Some analysisshows that consumption in China is greatly constrained by two factors. One,inadequate social security system, especially the unfounded pension and healthcare system dampened consumer confidence. On top of it is the concern over theeducation expense for children. In the transition to market economy, someservices that used to be public goods gradually turn to operate under the ruleof market. Meanwhile, no social security system is put in place. This deterredconsumption, increased prudent savings and affected consumer confidence. It is encouragingnews that Liaoning Province initiated the pilot programme on social security systemreform. The intensity of the reform is probably not enough and more in-depth researchis needed. The second constraint is the demographic structure.
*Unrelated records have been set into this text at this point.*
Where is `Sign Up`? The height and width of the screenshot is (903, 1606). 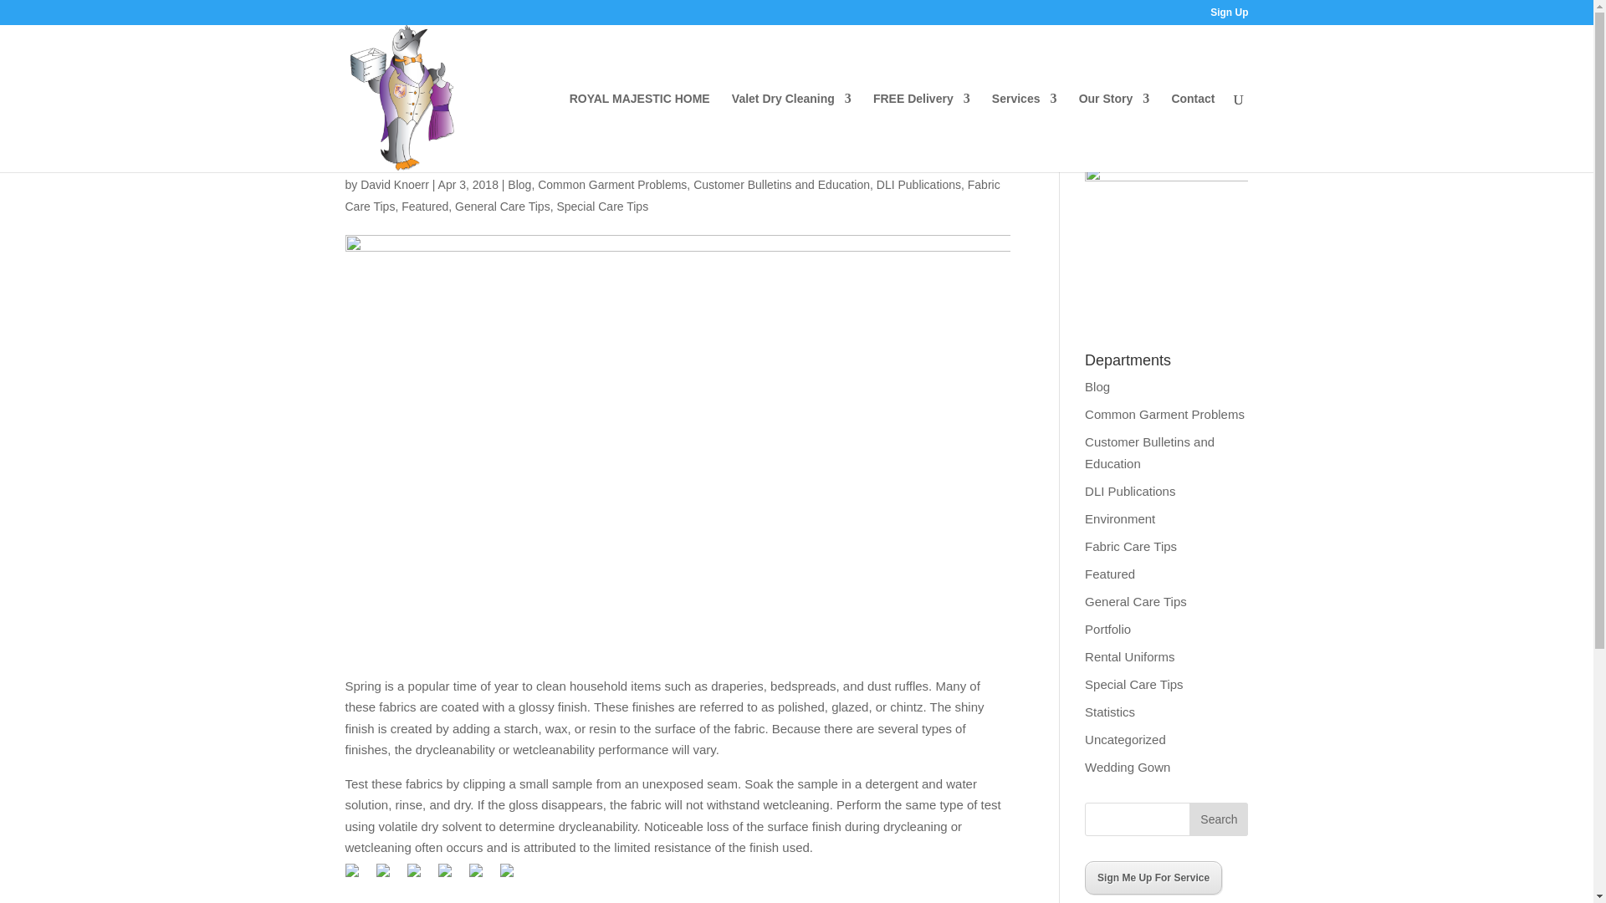 Sign Up is located at coordinates (1229, 16).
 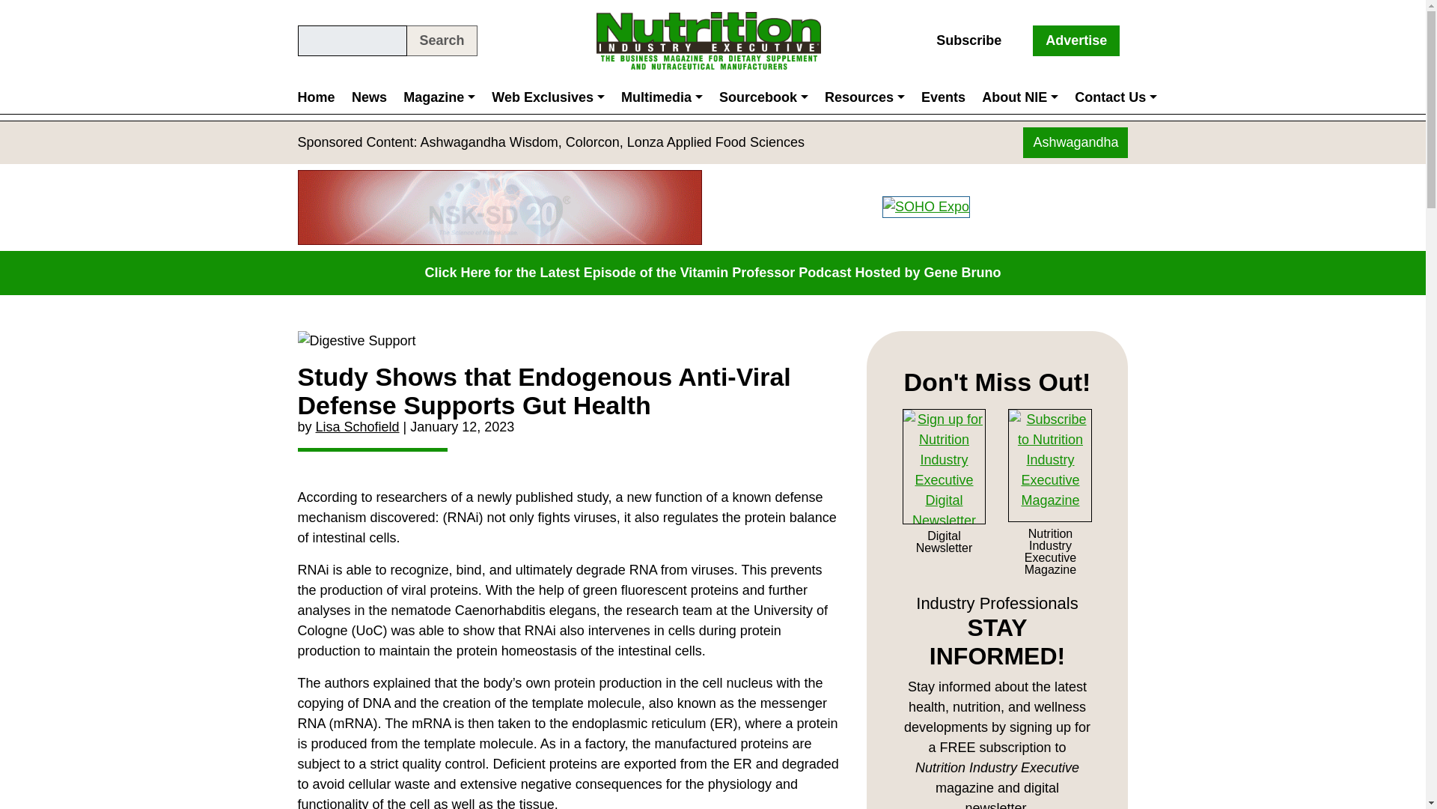 What do you see at coordinates (442, 40) in the screenshot?
I see `Search` at bounding box center [442, 40].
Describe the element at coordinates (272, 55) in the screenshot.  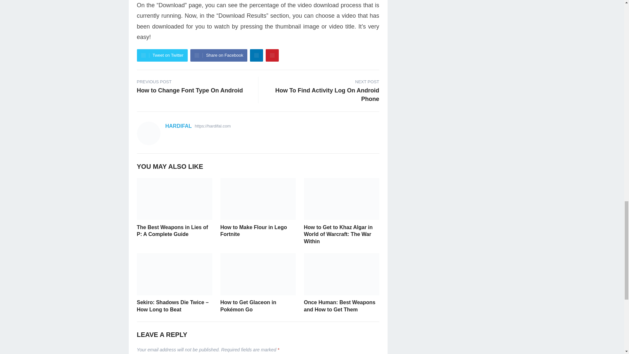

China willgradually move to an ageing society. The social security system is stilllargely built on a pay-as-you-go basis, which effectively makes the young generationsave more to account for the surging claims on the pension system. Under thesecircumstances, efforts to encourage consumer credit need to look at the inter-generationconsumption behavior. If the young generation takes advantage of consumercredit while the share of aged population in the society increases, the sustainabilityof the PAYG system will be threatened, so will the future payments of the alreadyunder-funded pension system. From this standpoint, careful consideration mustbe given to establishing and improving the social security system where thecentral bank's concern is established from a macro adjustment perspective. Moreover,any deficiency in the social security system may dampen the transmission ofmonetary policy intended to encourage consumption, and make such a monetarypolicy move impotent.

 

A broader view revealsthat another big threat to monetary policy and financial stability is fiscaldeficit. Excessive and rolling government securities also affect theeffectiveness of monetary policy transmission. The current deficit in China isnot large but implicit fiscal deficits are more difficult to deal with. Economicgrowth may help reduce the NPLs evolved from policy credit, implicit deficits ofthe under-funded social security system is more problematic. If no solution isfound for the social security issue, implicit fiscal deficits will hamper themonetary policy transmission and thus dampen the desired effects of monetarypolicy measures.